Reputation: 170489
I don't quite get the following part of 5.1.2.3/3:
An actual implementation need not evaluate part of an expression if it can deduce that its value is not used and that no needed side effects are produced (including any caused by calling a function or accessing a volatile object).
Suppose I have the following code:
char data[size];
int i;
int found;
/* initialize data to some values in here */
found = 0;
for( i = 0; i < size; i++ ) {
if( data[i] == 0 ) {
found = 1;
/* no break in here */
}
}
/* i no longer used, do something with "found" here */
Note that found
starts with 0
and can either remain unchanged or turn into 1
. It cannot turn into 1
and then into something else. So the following code would yield the same result (except for i
value which is not used after the loop anyway):
char data[size];
int i;
int found;
/* initialize data to some values in here */
found = 0;
for( i = 0; i < size; i++ ) {
if( data[i] == 0 ) {
found = 1;
break;
}
}
/* i no longer used, do something with "found" here */
Now what does the Standard say about need not evaluate part of an expression with regard to found = 1
and the loop control expressions which follow the first iteration in which control gets inside if
?
Clearly if found
is used somewhere after this code the compiler must emit the code that traverses the array and conditionally evaluates found = 1
expression.
Is the implementation required to evaluate found = 1
once for every zero found in the array or can it instead evaluate it no more that once and so effectively emit the code for the second snippet when compiling the first snippet?
Upvotes: 3
Views: 232
Reputation: 363607
Yes, it may perform this optimization, since there are no I/O operations, reads from volatile
locations or externally visible writes to memory omitted by the optimized code, so the behavior is preserved.
As an example of this kind of optimization, GCC will compile
void noop(const char *s)
{
for (size_t i = 0; i < strlen(s); i++) {
}
}
to a completely empty function:
noop:
.LFB33:
.cfi_startproc
rep ret
.cfi_endproc
It is allowed to do so because the Standard guarantees the behavior of strlen
, the compiler knows that it has no externally visible effect on s
or any other piece of memory, and it can deduce that the whole function has no behavior. (Amazingly, this simple optimization brings the complexity down from quadratic to constant.)
Upvotes: 5
Reputation: 660138
can it instead evaluate it no more that once and so effectively emit the code for the second snippet when compiling the first snippet?
Yes, a compiler has the right to perform that optimization. It seems like a pretty aggressive optimization but it would be legal.
It might be interesting to look at an example that more closely matches the spirit of the text:
An actual implementation need not evaluate part of an expression if it can deduce that its value is not used and that no needed side effects are produced (including any caused by calling a function or accessing a volatile object).
Suppose we have:
int x = pureFunction(y) * otherPureFunction(z);
Suppose the compiler knows that both functions are int-returning "pure" functions; that is, they have no side effects and their result depends solely on the arguments. Suppose the compiler also believes that otherPureFunction
is an extremely expensive operation. A compiler could choose to implement the code as though you had written:
int temp = pureFunction(y);
int x = temp == 0 ? 0 : temp * otherPureFunction(z);
That is, determine that under some conditions it is unnecessary to compute otherPureFunction()
because the result of the multiplication is already known once the left operand is known to be zero. No needed side effects will be elided because there are no side effects.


What the exercise asks —
Find the lines below that contain "item" and tally them. Return only the total.

━━━

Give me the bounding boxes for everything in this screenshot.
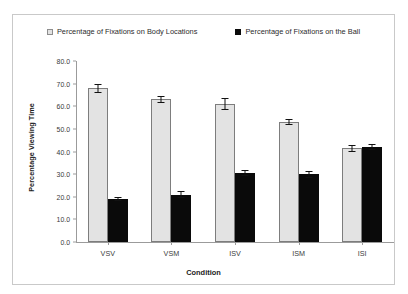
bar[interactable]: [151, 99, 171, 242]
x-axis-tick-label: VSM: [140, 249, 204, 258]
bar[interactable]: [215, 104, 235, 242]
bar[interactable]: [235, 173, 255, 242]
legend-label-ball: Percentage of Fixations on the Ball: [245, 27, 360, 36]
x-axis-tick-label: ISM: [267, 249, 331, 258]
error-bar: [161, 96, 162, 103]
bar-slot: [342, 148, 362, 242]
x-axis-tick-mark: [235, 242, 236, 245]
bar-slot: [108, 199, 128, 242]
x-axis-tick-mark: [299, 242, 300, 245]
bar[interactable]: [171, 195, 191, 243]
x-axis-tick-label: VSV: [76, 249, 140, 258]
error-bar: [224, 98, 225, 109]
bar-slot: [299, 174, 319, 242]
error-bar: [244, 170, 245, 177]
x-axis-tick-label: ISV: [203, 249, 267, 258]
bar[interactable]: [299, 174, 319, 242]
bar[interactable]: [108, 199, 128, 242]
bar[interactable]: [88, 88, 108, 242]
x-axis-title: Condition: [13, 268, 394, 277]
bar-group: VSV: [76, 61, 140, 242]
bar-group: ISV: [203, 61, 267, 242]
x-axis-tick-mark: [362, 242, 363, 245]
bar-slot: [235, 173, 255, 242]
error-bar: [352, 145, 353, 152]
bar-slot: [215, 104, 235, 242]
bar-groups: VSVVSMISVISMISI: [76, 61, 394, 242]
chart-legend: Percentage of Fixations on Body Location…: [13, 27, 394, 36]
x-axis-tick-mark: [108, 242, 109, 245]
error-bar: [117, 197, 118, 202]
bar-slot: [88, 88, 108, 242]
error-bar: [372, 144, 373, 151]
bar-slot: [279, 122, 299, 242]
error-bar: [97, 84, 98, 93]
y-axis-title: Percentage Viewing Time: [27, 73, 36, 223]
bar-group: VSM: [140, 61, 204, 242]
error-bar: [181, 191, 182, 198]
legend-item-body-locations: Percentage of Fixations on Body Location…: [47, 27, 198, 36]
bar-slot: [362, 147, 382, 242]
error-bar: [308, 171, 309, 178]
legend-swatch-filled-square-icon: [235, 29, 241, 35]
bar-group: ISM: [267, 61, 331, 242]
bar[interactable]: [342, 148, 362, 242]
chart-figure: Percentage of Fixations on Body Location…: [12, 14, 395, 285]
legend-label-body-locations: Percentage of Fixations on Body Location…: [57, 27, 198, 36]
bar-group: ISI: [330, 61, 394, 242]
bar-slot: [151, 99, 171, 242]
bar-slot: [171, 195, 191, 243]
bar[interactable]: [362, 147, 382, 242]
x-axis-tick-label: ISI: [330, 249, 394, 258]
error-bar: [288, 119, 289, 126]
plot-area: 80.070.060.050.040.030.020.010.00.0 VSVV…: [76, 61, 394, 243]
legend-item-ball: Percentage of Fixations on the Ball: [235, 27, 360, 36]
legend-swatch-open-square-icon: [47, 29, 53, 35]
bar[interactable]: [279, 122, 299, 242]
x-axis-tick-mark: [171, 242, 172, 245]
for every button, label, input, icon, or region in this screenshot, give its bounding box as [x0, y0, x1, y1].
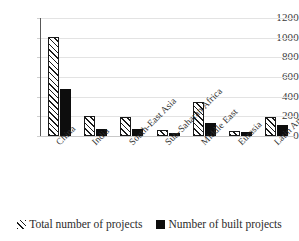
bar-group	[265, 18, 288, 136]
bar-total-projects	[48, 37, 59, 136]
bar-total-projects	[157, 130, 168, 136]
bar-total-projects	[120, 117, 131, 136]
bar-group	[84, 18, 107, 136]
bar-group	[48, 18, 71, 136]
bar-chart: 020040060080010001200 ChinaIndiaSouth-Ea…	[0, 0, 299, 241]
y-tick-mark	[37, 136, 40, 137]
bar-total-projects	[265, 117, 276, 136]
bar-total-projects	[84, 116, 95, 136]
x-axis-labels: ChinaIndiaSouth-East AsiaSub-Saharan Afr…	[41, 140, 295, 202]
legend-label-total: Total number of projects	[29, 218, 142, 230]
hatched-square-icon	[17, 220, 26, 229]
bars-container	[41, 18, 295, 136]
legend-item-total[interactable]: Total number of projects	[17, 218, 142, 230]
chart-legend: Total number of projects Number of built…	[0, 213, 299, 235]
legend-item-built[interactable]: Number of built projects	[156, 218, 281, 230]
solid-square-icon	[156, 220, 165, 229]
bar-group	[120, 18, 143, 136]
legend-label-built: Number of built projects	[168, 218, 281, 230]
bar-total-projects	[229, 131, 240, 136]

━━━

Your solution —
4